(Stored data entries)

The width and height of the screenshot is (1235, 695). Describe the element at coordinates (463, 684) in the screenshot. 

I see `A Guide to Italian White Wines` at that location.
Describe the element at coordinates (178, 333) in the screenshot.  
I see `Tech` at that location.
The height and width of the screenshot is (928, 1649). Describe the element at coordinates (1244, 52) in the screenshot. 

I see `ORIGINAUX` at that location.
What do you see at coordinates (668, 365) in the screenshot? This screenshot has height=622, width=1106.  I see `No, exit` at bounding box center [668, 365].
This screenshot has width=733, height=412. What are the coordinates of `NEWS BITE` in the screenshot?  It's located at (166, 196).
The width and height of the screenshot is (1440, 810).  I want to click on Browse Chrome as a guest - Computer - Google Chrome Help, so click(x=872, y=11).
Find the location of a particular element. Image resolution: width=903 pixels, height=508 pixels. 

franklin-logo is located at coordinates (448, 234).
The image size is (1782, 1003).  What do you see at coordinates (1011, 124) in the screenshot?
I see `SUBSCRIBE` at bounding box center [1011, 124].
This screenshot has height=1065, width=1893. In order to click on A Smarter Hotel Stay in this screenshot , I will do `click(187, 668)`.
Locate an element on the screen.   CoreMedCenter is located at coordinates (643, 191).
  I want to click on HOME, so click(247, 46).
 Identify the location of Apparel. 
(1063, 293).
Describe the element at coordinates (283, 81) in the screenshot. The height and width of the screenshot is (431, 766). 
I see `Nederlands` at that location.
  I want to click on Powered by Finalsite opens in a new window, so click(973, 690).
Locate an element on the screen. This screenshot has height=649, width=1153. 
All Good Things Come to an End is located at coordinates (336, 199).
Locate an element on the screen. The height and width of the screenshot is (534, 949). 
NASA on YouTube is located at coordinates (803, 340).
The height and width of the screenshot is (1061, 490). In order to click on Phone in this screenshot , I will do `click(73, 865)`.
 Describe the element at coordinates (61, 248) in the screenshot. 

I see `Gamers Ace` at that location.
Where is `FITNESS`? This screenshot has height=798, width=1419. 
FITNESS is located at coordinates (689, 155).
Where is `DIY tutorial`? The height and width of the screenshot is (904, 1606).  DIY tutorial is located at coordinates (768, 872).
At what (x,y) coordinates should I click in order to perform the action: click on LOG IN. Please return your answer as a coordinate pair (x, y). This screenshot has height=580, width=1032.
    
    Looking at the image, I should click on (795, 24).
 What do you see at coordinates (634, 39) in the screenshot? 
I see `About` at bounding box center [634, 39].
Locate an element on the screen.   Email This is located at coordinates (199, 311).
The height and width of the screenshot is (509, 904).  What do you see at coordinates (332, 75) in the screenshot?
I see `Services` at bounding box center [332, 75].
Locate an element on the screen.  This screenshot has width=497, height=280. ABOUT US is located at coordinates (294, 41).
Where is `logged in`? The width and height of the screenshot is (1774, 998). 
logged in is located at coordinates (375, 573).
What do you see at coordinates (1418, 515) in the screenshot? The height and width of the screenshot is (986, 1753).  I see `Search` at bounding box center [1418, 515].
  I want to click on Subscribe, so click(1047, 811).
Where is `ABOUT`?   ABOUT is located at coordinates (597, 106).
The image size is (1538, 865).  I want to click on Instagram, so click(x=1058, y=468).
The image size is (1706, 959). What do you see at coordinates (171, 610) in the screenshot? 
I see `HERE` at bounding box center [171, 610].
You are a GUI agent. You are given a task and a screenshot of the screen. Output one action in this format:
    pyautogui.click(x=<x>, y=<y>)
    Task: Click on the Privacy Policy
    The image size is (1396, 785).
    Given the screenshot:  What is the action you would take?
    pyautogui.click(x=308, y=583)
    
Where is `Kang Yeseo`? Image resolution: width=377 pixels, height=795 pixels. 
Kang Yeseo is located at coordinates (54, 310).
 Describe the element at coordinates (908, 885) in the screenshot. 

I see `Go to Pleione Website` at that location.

**Goal of the exercise:**
The records above must be transcribed without a single omission.

**Finished task:**
The width and height of the screenshot is (1235, 695). Describe the element at coordinates (463, 684) in the screenshot. 

I see `A Guide to Italian White Wines` at that location.
Describe the element at coordinates (178, 333) in the screenshot.  
I see `Tech` at that location.
The height and width of the screenshot is (928, 1649). Describe the element at coordinates (1244, 52) in the screenshot. 

I see `ORIGINAUX` at that location.
What do you see at coordinates (668, 365) in the screenshot? This screenshot has height=622, width=1106.  I see `No, exit` at bounding box center [668, 365].
This screenshot has width=733, height=412. What are the coordinates of `NEWS BITE` in the screenshot?  It's located at (166, 196).
The width and height of the screenshot is (1440, 810).  I want to click on Browse Chrome as a guest - Computer - Google Chrome Help, so click(x=872, y=11).
Find the location of a particular element. Image resolution: width=903 pixels, height=508 pixels. 

franklin-logo is located at coordinates (448, 234).
The image size is (1782, 1003).  What do you see at coordinates (1011, 124) in the screenshot?
I see `SUBSCRIBE` at bounding box center [1011, 124].
This screenshot has height=1065, width=1893. In order to click on A Smarter Hotel Stay in this screenshot , I will do `click(187, 668)`.
Locate an element on the screen.   CoreMedCenter is located at coordinates (643, 191).
  I want to click on HOME, so click(247, 46).
 Identify the location of Apparel. 
(1063, 293).
Describe the element at coordinates (283, 81) in the screenshot. The height and width of the screenshot is (431, 766). 
I see `Nederlands` at that location.
  I want to click on Powered by Finalsite opens in a new window, so click(973, 690).
Locate an element on the screen. This screenshot has height=649, width=1153. 
All Good Things Come to an End is located at coordinates (336, 199).
Locate an element on the screen. The height and width of the screenshot is (534, 949). 
NASA on YouTube is located at coordinates (803, 340).
The height and width of the screenshot is (1061, 490). In order to click on Phone in this screenshot , I will do `click(73, 865)`.
 Describe the element at coordinates (61, 248) in the screenshot. 

I see `Gamers Ace` at that location.
Where is `FITNESS`? This screenshot has height=798, width=1419. 
FITNESS is located at coordinates (689, 155).
Where is `DIY tutorial`? The height and width of the screenshot is (904, 1606).  DIY tutorial is located at coordinates (768, 872).
At what (x,y) coordinates should I click in order to perform the action: click on LOG IN. Please return your answer as a coordinate pair (x, y). This screenshot has height=580, width=1032.
    
    Looking at the image, I should click on (795, 24).
 What do you see at coordinates (634, 39) in the screenshot? 
I see `About` at bounding box center [634, 39].
Locate an element on the screen.   Email This is located at coordinates (199, 311).
The height and width of the screenshot is (509, 904).  What do you see at coordinates (332, 75) in the screenshot?
I see `Services` at bounding box center [332, 75].
Locate an element on the screen.  This screenshot has width=497, height=280. ABOUT US is located at coordinates (294, 41).
Where is `logged in`? The width and height of the screenshot is (1774, 998). 
logged in is located at coordinates (375, 573).
What do you see at coordinates (1418, 515) in the screenshot? The height and width of the screenshot is (986, 1753).  I see `Search` at bounding box center [1418, 515].
  I want to click on Subscribe, so click(1047, 811).
Where is `ABOUT`?   ABOUT is located at coordinates (597, 106).
The image size is (1538, 865).  I want to click on Instagram, so click(x=1058, y=468).
The image size is (1706, 959). What do you see at coordinates (171, 610) in the screenshot? 
I see `HERE` at bounding box center [171, 610].
You are a GUI agent. You are given a task and a screenshot of the screen. Output one action in this format:
    pyautogui.click(x=<x>, y=<y>)
    Task: Click on the Privacy Policy
    The image size is (1396, 785).
    Given the screenshot:  What is the action you would take?
    pyautogui.click(x=308, y=583)
    
Where is `Kang Yeseo`? Image resolution: width=377 pixels, height=795 pixels. 
Kang Yeseo is located at coordinates (54, 310).
 Describe the element at coordinates (908, 885) in the screenshot. 

I see `Go to Pleione Website` at that location.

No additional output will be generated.